Yesterday (19.2.) 10 adults and one juvenile ("Alice") noble pen shell (Pinna nobilis) from the Venetian lagoon arrived in our aquarium.
We placed the individuals in new holding pools with seawater that has been purified and continuously treated with UV light and filtered to 1 micrometer and with the appropriate temperature (12°) and salinity (34؉). They feed on a variety of phytoplankton (Tetraselmis suecica, Phaeodactylum tricornutum, Isochrysis galbana, Tisochrysis lutea) and zooplankton (rotifers). Little is known about their life cycle,
given that the noble pen shell is a protected and non-commercial species that has not been cultivated before.

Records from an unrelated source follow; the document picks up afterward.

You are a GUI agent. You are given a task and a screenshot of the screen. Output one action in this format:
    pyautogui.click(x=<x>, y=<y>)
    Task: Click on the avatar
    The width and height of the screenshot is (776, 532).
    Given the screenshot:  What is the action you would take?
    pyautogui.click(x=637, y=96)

Only recently, when it became a critically endangered species, some institutions have tried to cultivate it under controlled conditions. Still, so far no one has succeeded in completing their life cycle. It is known that the noble pen shell, like some other bivalves, is hermaphrodite, and to prevent self-fertilization, male and female gametes are not produced at the same time (asynchronous development of gametes). Noble pen shell reaches sexual maturity around the age of two. Spawning in nature starts with rising water temperature, most often in late spring, while the peak of spawning is in the summer months. Fertilization is external, and the larval stage is planktonic.